Pyongyang conducted nuclear test, Tokyo says after ‘artificial earthquake’ strikes N. Korea

3 Sep, 2017 03:57 / Updated 7 years ago

A 6.3 magnitude earthquake has struck North Korea near a known nuclear test site – Punggye-ri. The Japanese Foreign Ministry claims that according to its data, “it was a nuclear test.”

READ MORE: N. Korea tested hydrogen bomb that can be mounted on ICBM – state TV

"After examining the data we concluded that it was a nuclear tests," Foreign Minister Taro Kono said at a briefing following a meeting of Japan's National Security Council, Reuters reports.

North Korea's state television said it would carry an important announcement at 06:30 GMT.

An allegedly artificial quake was detected at 12:36pm in North Hamgyeong Province, according to the Korea Meteorological Administration (KMA), Yonhap reports.

"Today, at around 12:36pm, we detected an artificial earthquake measuring 5.6 magnitude... we are analyzing whether a nuclear test was conducted," South Korea's Joint Chiefs of Staff said, according to Yonhap.

The USGS reported the tremor as a 6.3 magnitude, while China's earthquake administration also said it detected a 6.3 magnitude earthquake in northeastern North Korea, calling it a "suspected explosion," Reuters reported.

South Korean scientists say the possible explosion was far more powerful than previous tremors recorded after Pyongyang’s tests.

“The power is 10 or 20 times or even more than previous ones,” Kune Y. Suh, a nuclear engineering professor at Seoul National University, said, as quoted by Reuters. “That scale is to the level where anyone can say a hydrogen bomb test.”

Japan gives roughly the same estimate for the earthquake. According to Japanese meteorological agency, the tremors in North Korea were at least 10 times as powerful as previous nuclear tests.

The Pentagon and the JCS have urgently called for a crisis countermeasure, assuming that North Korea is most likely to have conducted a sixth nuclear test, the report added. Seoul has placed its military on highest alert and is closely cooperating with the US.

Seoul's presidential office has already accused its neighbor of conducting a nuclear test while president Moon Jae-in has convened a National Security Council meeting.

Earlier in the day, North Korea's official news agency (KCNA) reported that the Nuclear Weapons Institute has created a “more developed nuke,” that can be fitted on an intercontinental ballistic missile (ICBM).

The new alleged hydrogen bomb, the report said, not only features “enormous destructive power” but can also be used to detonate a “super powerful” electromagnetic pulse.

South Korea’s National Intelligence Service warned Monday that its neighbor might be preparing its sixth nuclear weapon test from a nuclear test site in Punggye-ri. North Korea has already conducted five nuclear tests – in 2006, 2009, 2013 and in January and September 2016. During the last test, the North claimed it had successfully detonated a small nuclear warhead.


● Exercise prompt: Retype the records in full, and please keep the pictures out of the copy.

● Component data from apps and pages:
Segment Open

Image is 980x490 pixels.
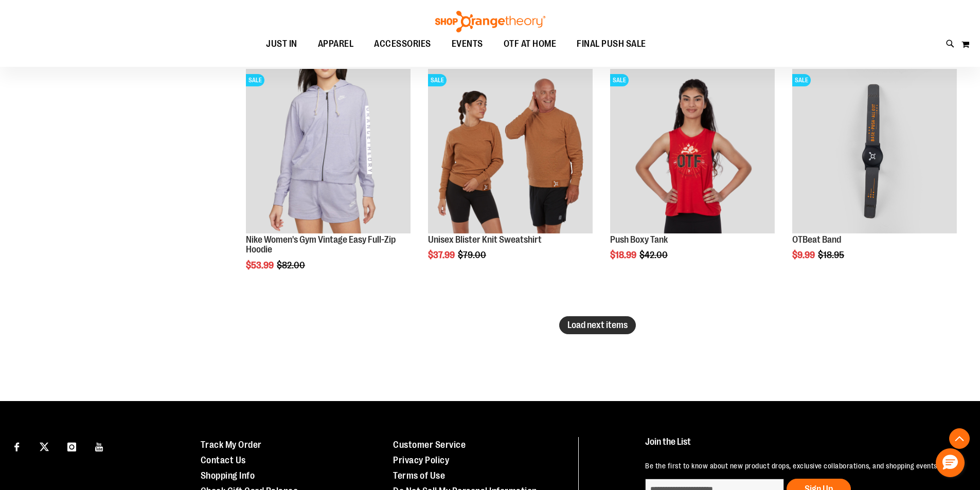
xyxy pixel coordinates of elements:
div: product [423,64,598,287]
a: EVENTS [441,32,494,56]
a: Push Boxy Tank [610,234,668,245]
div: product [241,64,416,297]
a: Visit our X page [35,437,54,456]
span: SALE [246,74,265,87]
img: Product image for Push Boxy Tank [610,69,775,234]
span: JUST IN [266,32,297,56]
span: APPAREL [318,32,354,56]
img: OTBeat Band [792,69,957,234]
span: $42.00 [639,250,670,260]
a: Nike Women's Gym Vintage Easy Full-Zip Hoodie [246,234,396,255]
a: Product image for Unisex Blister Knit SweatshirtSALE [428,69,593,235]
a: Product image for Push Boxy TankSALE [610,69,775,235]
img: Twitter [39,443,49,452]
span: SALE [792,74,811,87]
span: Load next items [567,320,628,330]
a: FINAL PUSH SALE [567,32,657,56]
div: product [605,64,780,287]
span: $37.99 [428,250,456,260]
a: Shopping Info [201,471,255,481]
a: Track My Order [201,440,262,450]
a: Visit our Facebook page [8,437,26,456]
img: Product image for Nike Gym Vintage Easy Full Zip Hoodie [246,69,410,234]
span: $79.00 [458,250,488,260]
a: OTBeat Band [792,234,841,245]
a: Visit our Youtube page [91,437,108,456]
img: Product image for Unisex Blister Knit Sweatshirt [428,69,593,234]
a: JUST IN [256,32,308,56]
p: Be the first to know about new product drops, exclusive collaborations, and shopping events! [645,461,957,471]
button: Back To Top [949,429,970,449]
a: Terms of Use [393,471,445,481]
h4: Join the List [645,437,957,456]
button: Hello, have a question? Let’s chat. [936,448,965,477]
a: Privacy Policy [393,456,449,465]
span: FINAL PUSH SALE [577,32,646,56]
a: Product image for Nike Gym Vintage Easy Full Zip HoodieSALE [246,69,410,235]
span: $82.00 [277,260,307,270]
a: APPAREL [308,32,364,56]
span: $18.95 [818,250,846,260]
a: Unisex Blister Knit Sweatshirt [428,234,542,245]
span: SALE [610,74,629,87]
a: Customer Service [393,440,465,450]
span: ACCESSORIES [374,32,431,56]
span: $53.99 [246,260,275,270]
span: $9.99 [792,250,817,260]
span: EVENTS [452,32,483,56]
button: Load next items [559,316,636,334]
img: Shop Orangetheory [434,11,547,32]
a: OTF AT HOME [494,32,567,56]
span: OTF AT HOME [503,32,557,56]
a: ACCESSORIES [364,32,441,56]
a: Contact Us [201,456,246,465]
a: Visit our Instagram page [63,437,81,456]
div: product [787,64,962,287]
a: OTBeat BandSALE [792,69,957,235]
span: $18.99 [610,250,638,260]
span: SALE [428,74,446,87]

Segment Closed

● Exercise answer:
Image is 980x490 pixels.
xyxy pixel coordinates of elements:
div: product [423,64,598,287]
a: EVENTS [441,32,494,56]
a: Push Boxy Tank [610,234,668,245]
div: product [241,64,416,297]
a: Visit our X page [35,437,54,456]
span: SALE [246,74,265,87]
img: Product image for Push Boxy Tank [610,69,775,234]
span: JUST IN [266,32,297,56]
span: APPAREL [318,32,354,56]
img: OTBeat Band [792,69,957,234]
span: $42.00 [639,250,670,260]
a: Nike Women's Gym Vintage Easy Full-Zip Hoodie [246,234,396,255]
a: Product image for Unisex Blister Knit SweatshirtSALE [428,69,593,235]
a: Product image for Push Boxy TankSALE [610,69,775,235]
img: Twitter [39,443,49,452]
span: SALE [792,74,811,87]
span: Load next items [567,320,628,330]
a: FINAL PUSH SALE [567,32,657,56]
div: product [605,64,780,287]
span: $37.99 [428,250,456,260]
a: Shopping Info [201,471,255,481]
a: Track My Order [201,440,262,450]
a: Visit our Facebook page [8,437,26,456]
img: Product image for Nike Gym Vintage Easy Full Zip Hoodie [246,69,410,234]
span: $79.00 [458,250,488,260]
a: OTBeat Band [792,234,841,245]
a: Visit our Youtube page [91,437,108,456]
img: Product image for Unisex Blister Knit Sweatshirt [428,69,593,234]
a: JUST IN [256,32,308,56]
p: Be the first to know about new product drops, exclusive collaborations, and shopping events! [645,461,957,471]
button: Back To Top [949,429,970,449]
a: Terms of Use [393,471,445,481]
h4: Join the List [645,437,957,456]
button: Hello, have a question? Let’s chat. [936,448,965,477]
a: Privacy Policy [393,456,449,465]
span: FINAL PUSH SALE [577,32,646,56]
a: Product image for Nike Gym Vintage Easy Full Zip HoodieSALE [246,69,410,235]
span: $82.00 [277,260,307,270]
a: APPAREL [308,32,364,56]
span: $18.95 [818,250,846,260]
a: Unisex Blister Knit Sweatshirt [428,234,542,245]
span: SALE [610,74,629,87]
a: Customer Service [393,440,465,450]
span: ACCESSORIES [374,32,431,56]
span: $53.99 [246,260,275,270]
span: $9.99 [792,250,817,260]
span: EVENTS [452,32,483,56]
button: Load next items [559,316,636,334]
img: Shop Orangetheory [434,11,547,32]
a: OTF AT HOME [494,32,567,56]
span: OTF AT HOME [503,32,557,56]
a: ACCESSORIES [364,32,441,56]
a: Contact Us [201,456,246,465]
a: Visit our Instagram page [63,437,81,456]
div: product [787,64,962,287]
a: OTBeat BandSALE [792,69,957,235]
span: $18.99 [610,250,638,260]
span: SALE [428,74,446,87]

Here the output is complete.